Far North mayor Moko Tepania cried when he saw the Hātea Kapa Haka group pay tribute to him in their Te Matatini performance.
"You grow up listening to waiata [Māori songs] and it's all about these ancestors, these historical figures, these great leaders… then suddenly you hear this song and you're in it. It just took me by surprise, I was in tears, honestly," he tells Kim Hill.
Tepania (Ngāti Kahu ki Whangaroa, Te Rarawa) made history last year by becoming the first Māori mayor of the Far North - and the youngest ever at 31.
After growing up in Whangārei and graduating from university, he returned to teach at his former high school Pompallier College.
At first, it was slightly weird working alongside his former teachers at Pompallier, Tepania says, but eventually so comfortable he could have stayed for the rest of his life.
Tepaiaia had always been fascinated by the idea of kura, though, and meeting the principal of Kaikohe's Māori-language immersion school changed Tepania's course.
"Wait, what. You learned everything in te reo? You live and breathe it?"
He became a passionate teacher at Te Kura Kaupapa Māori o Kaikohe and also a Far North District councillor.
Now, as mayor, Tepania is committed to improving how things run - one issue the top of his list is wastewater treatment.

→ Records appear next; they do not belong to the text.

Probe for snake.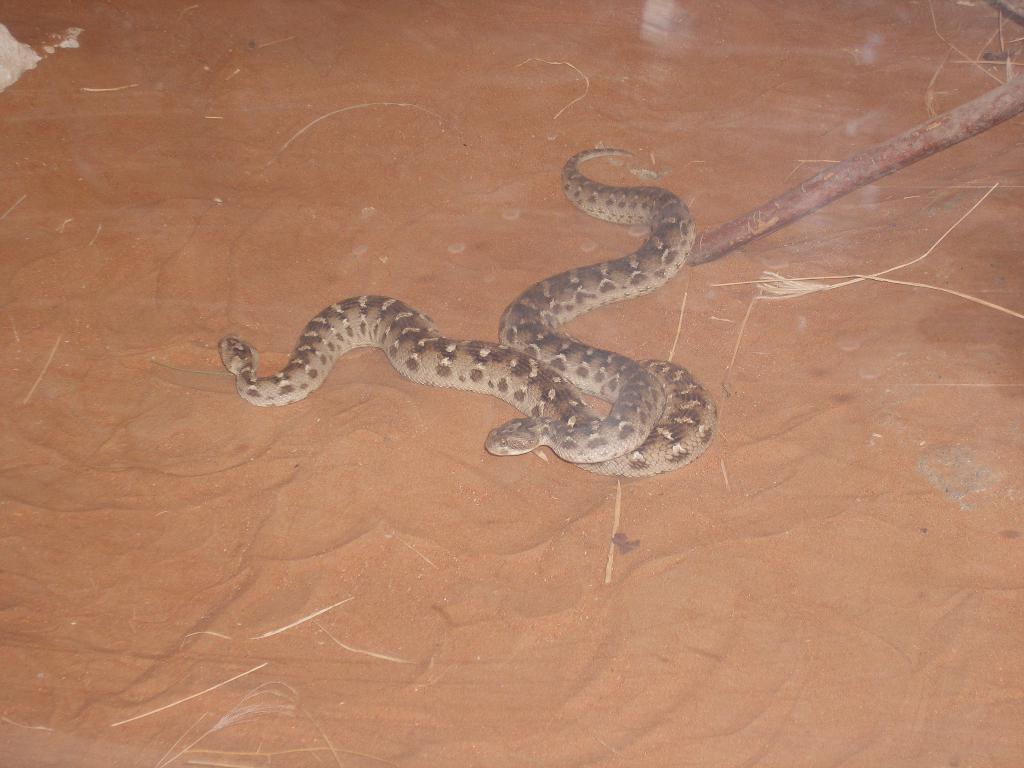
Probe result: x1=490 y1=148 x2=697 y2=463.
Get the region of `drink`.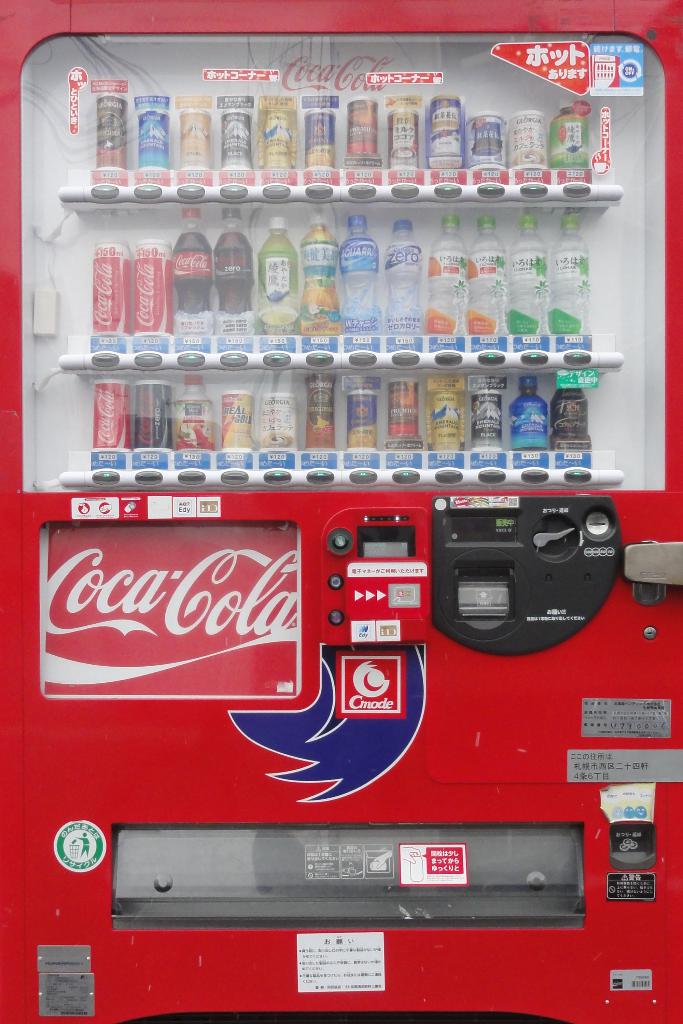
pyautogui.locateOnScreen(509, 235, 551, 335).
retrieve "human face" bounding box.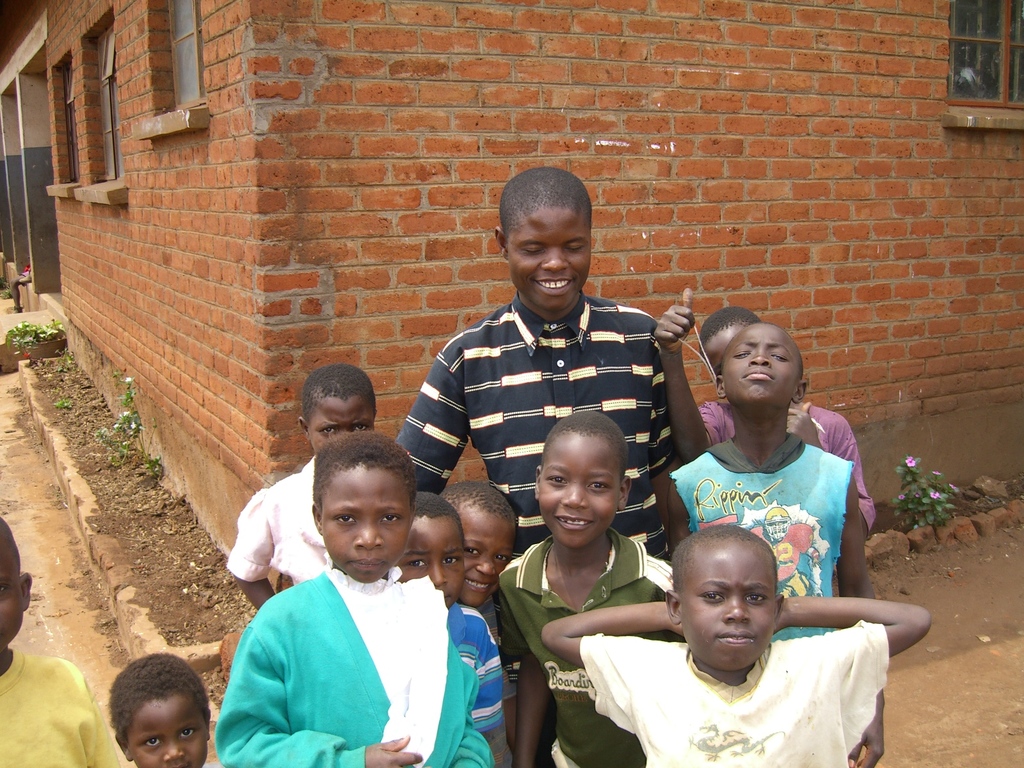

Tepania is very sceptical about how the government's proposed Three Waters Reform will address the needs of the Far North, which has 16 wastewater treatment plants.
All but one discharges wastewater into local streams or the Hokianga Harbour - "our kitchen, our food bowl" - which is "culturally abhorrent" he says.
Some days the responsibility of advocating for the Far North can feel like too much for Tepania, but other days he's confident there'll be positive change while he's mayor.
''I call myself naively optimistic… you have to be."
Alongside his mayoral duties, Tepania is studying for a Masters in Education, and in a couple of months the Far North deputy mayor Kelly Stratford will "run the show" while he finishes writing his dissertation in te reo Māori.
In it, Tepania is exploring the potential benefits of learning te reo through the Māori lunar calendar, the maramataka, which ancient Māori used for fishing and horticultural guidance.
"Can you use the different phases of the moon, their highs and their lows, to get the best out of learning the language, out of learning te reo?"
Tepania is proud to be a mayor who can walk in both the Māori and Pākehā worlds, leading a team of councillors who reflect the region's high Māori population.
Raised in a family of "staunch Māori Catholics", Tepania still prays every day and occasionally consults a scripture readings app on his phone.
"For me, as a Māori and a Pākehā, I feel quite settled in my identity… to be able to talk about Ranginui [the sky father] and talk about Heavenly Father in the same sentence almost."